Many today associate May 1st with the historic Concertone of Rome, organized for decades in Piazza San Giovanni and from this year at the Circo Massimo by the CGIL, UIL and CISL unions. But the universal Workers’ Day has ancient origins and what is celebrated on this day is a very important anniversary that marked a watershed for the rights of those who have a job.
1886 and the Haymarket Massacre
The year was 1886 when on the first of May in America a general strike was called throughout the United States to reduce the working day to 8 hours. The protest lasted 3 days and in Chicago it culminated, on May 4, in the Haymarket massacre, a real battle in which 11 people, including officers and demonstrators, died, but in the end the 8-hour working time was law. A very important conquest that marked a day of true celebration for those who had been exploited up to that point.

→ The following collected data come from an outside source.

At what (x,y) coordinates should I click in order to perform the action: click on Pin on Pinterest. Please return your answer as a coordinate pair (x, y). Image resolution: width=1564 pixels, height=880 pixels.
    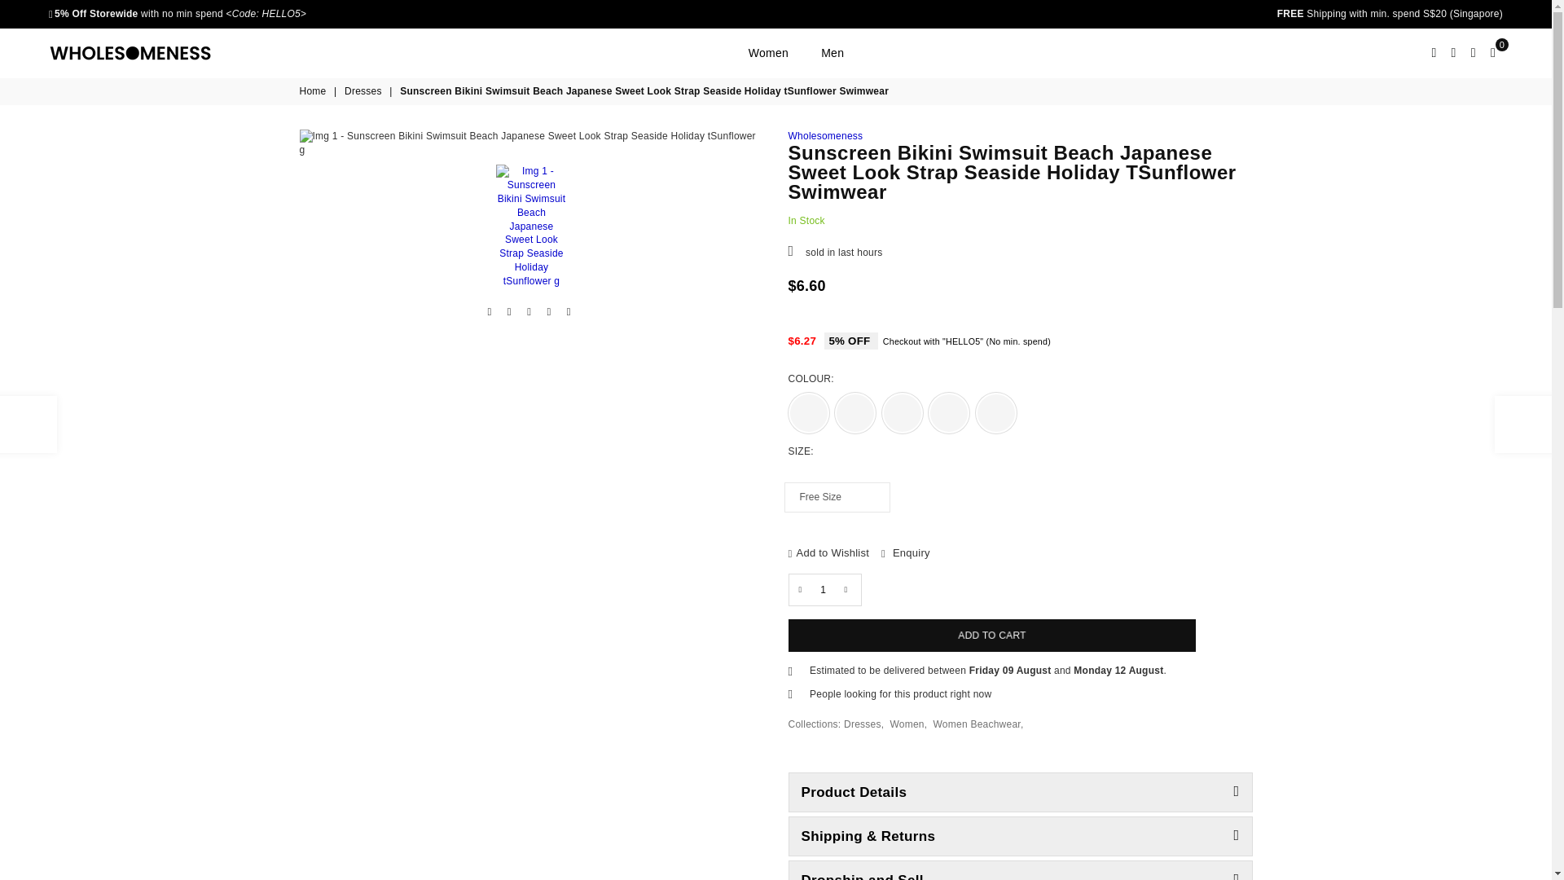
    Looking at the image, I should click on (530, 311).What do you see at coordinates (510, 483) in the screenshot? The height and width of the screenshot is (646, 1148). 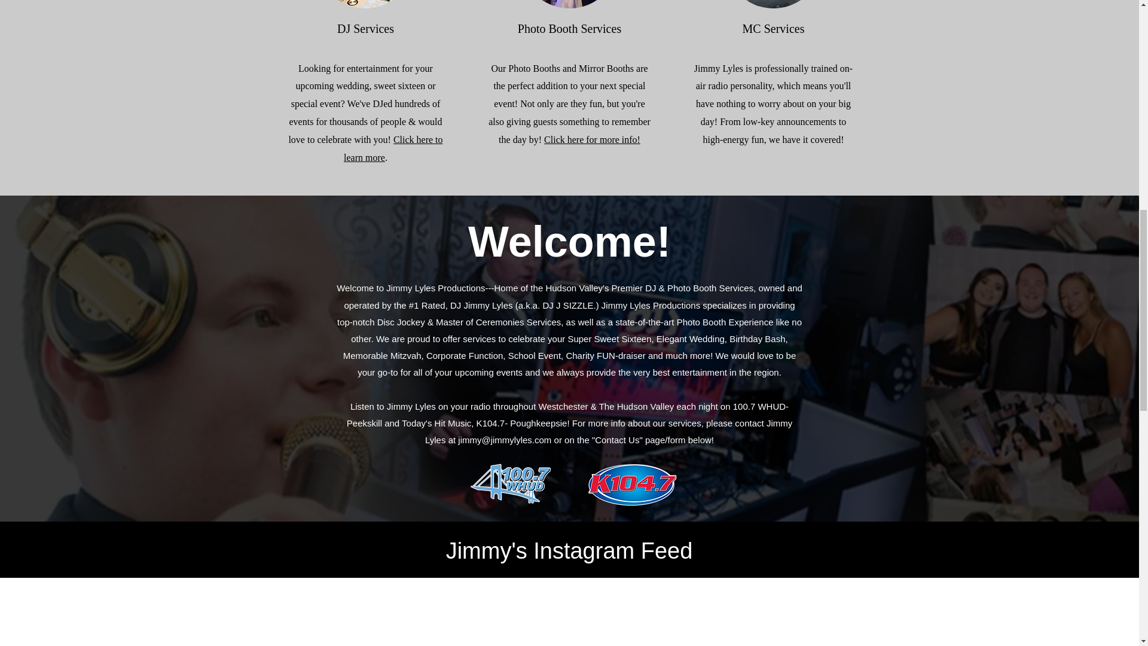 I see `SITE-HUD.png` at bounding box center [510, 483].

The institution of the International Festival and fascism
At the Paris Congress of 1889, May Day was officially declared the International Workers’ Day, in memory of the Haymarket workers’ massacre. And it was adopted by many countries around the world, including ours. During fascism, however, the holiday was suppressed in favor of the “Italian Labor Day” on 21 April.
Labor Day becomes national
In 1945, three days after the shooting death of Mussolini on the run, May Day will be the scene of renewed mass participation of workers of all conditions and ages. With the “Provisions regarding festive occasions” of 1946, Labor Day was recognized as a national holiday, and thus institutionalized and definitively relocated to the date of May 1st. As soon as the Second World War ended, May Day ceased to be a day of demonstration of workers’ demands tolerated or openly opposed – depending on the alternating historical events – by the State, and became a national holiday in which the Republic is recognized which, precisely between 1946 and 1947, the Founding Fathers wanted it to be “founded on work”.
The Portella della Ginestra massacre
But the first post-war Labor Day, in 1947, turned into a bloodbath, the Portella della Ginestra massacre, in the province of Palermo. The bandit Salvatore Giuliano and his gang opened fire on a procession of around two thousand workers, mainly farmers, who were protesting against working conditions in the Sicilian countryside. Under the fire of Giuliano and his killers, sent to repress the procession by the large landowners allied to the mafia, the bodies of eleven farmers remained, plus dozens of wounded.